Ego Formation - lydgate/mindmeld GitHub Wiki

Fundamentally I am interested in the Private Language Argument because if Wittgenstein is right, and that thought is emergent from social use of language, rather than preceding it, then this suggests that culture can be way "weirder" and possibly more transmissible than it could if Locke/Fodor are right.

This relates to Cecilia Heyes' Cognitive Gadgets, in which she argues that although some things are hard-wired, much is not (even seemingly basic things like imitation).

Heyes relates to Jaynes' argument that the modern Freudian ego is not the only attractor. There are other possibilities. But culture is highly transmissible. So the ego, if it is a cultural construction, might be contagious.

If selfhood is transmissible, suffering itself may be transmissible (suffering being linked to the illusion of the self, as in Buddhism) and therefore the Edenic accounts in many philosophies are literally true: there was a time before suffering.

As for "Intersubjective space" or Intersubjectivity, apparently Husserl was the first to write about this, in the Cartesian Meditations. I thought of it as "interpersonal" in a conversation with Roman.

The idea is that I neither reject that there is any objective reality, nor that there are private subjective mental spaces; I just deny that anything interesting happens there. But I do have my doubts about whether we have much apprehension of objective reality outside of the interpersonal frameworks which dominate our minds (rightfully, since I think that language and thinking must have been primarily social? but we'd need to think about non-Sapiens hominins I guess; there's also a possibility that Neanderthals had bigger brains and retained bigger brains for longer because they were less social... I need to think about this more). This last bit makes me an idealist I think.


ACTION ITEM —
What the task requires is an exact printout of the listing below, pictures excluded.

MATERIALS PROVIDED —
########################################
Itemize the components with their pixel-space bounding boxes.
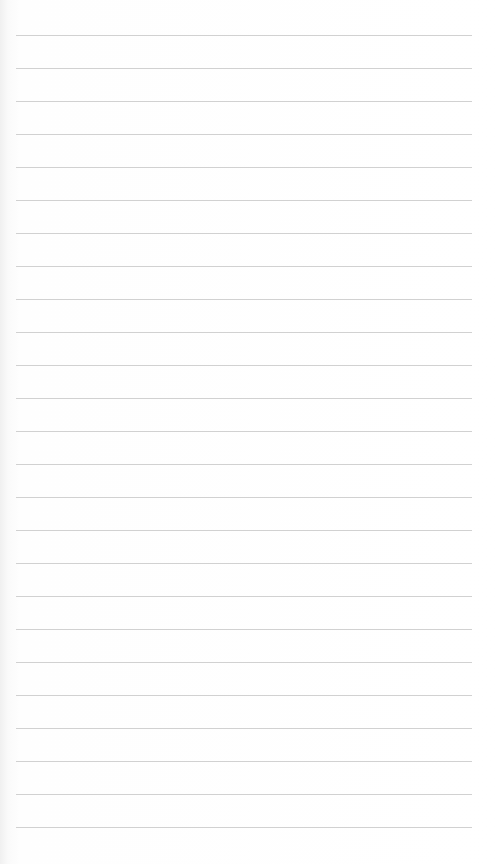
ruled-line: [16, 68, 472, 69]
ruled-line: [16, 794, 472, 795]
ruled-line: [16, 101, 472, 102]
ruled-line: [16, 365, 472, 366]
ruled-line: [16, 266, 472, 267]
ruled-line: [16, 629, 472, 630]
ruled-line: [16, 200, 472, 201]
ruled-line: [16, 431, 472, 432]
ruled-line: [16, 35, 472, 36]
ruled-line: [16, 332, 472, 333]
ruled-line: [16, 398, 472, 399]
ruled-line: [16, 299, 472, 300]
ruled-line: [16, 530, 472, 531]
ruled-line: [16, 497, 472, 498]
ruled-line: [16, 233, 472, 234]
ruled-line: [16, 167, 472, 168]
ruled-line: [16, 827, 472, 828]
lined-paper: [0, 0, 503, 864]
ruled-line: [16, 662, 472, 663]
ruled-line: [16, 134, 472, 135]
ruled-line: [16, 596, 472, 597]
ruled-line: [16, 761, 472, 762]
ruled-line: [16, 728, 472, 729]
ruled-line: [16, 563, 472, 564]
ruled-line: [16, 695, 472, 696]
ruled-line: [16, 464, 472, 465]
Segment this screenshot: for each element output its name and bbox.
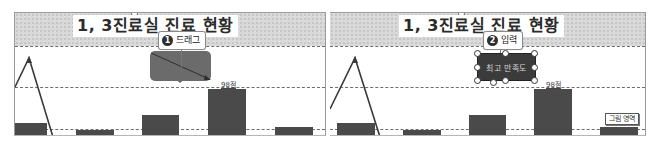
########################################
EXPECTED ANSWER —
Itemize the components with their pixel-space bounding boxes.
ruled-line: [16, 68, 472, 69]
ruled-line: [16, 794, 472, 795]
ruled-line: [16, 101, 472, 102]
ruled-line: [16, 365, 472, 366]
ruled-line: [16, 266, 472, 267]
ruled-line: [16, 629, 472, 630]
ruled-line: [16, 200, 472, 201]
ruled-line: [16, 431, 472, 432]
ruled-line: [16, 35, 472, 36]
ruled-line: [16, 332, 472, 333]
ruled-line: [16, 398, 472, 399]
ruled-line: [16, 299, 472, 300]
ruled-line: [16, 530, 472, 531]
ruled-line: [16, 497, 472, 498]
ruled-line: [16, 233, 472, 234]
ruled-line: [16, 167, 472, 168]
ruled-line: [16, 827, 472, 828]
lined-paper: [0, 0, 503, 864]
ruled-line: [16, 662, 472, 663]
ruled-line: [16, 134, 472, 135]
ruled-line: [16, 596, 472, 597]
ruled-line: [16, 761, 472, 762]
ruled-line: [16, 728, 472, 729]
ruled-line: [16, 563, 472, 564]
ruled-line: [16, 695, 472, 696]
ruled-line: [16, 464, 472, 465]
Segment this screenshot: for each element output its name and bbox.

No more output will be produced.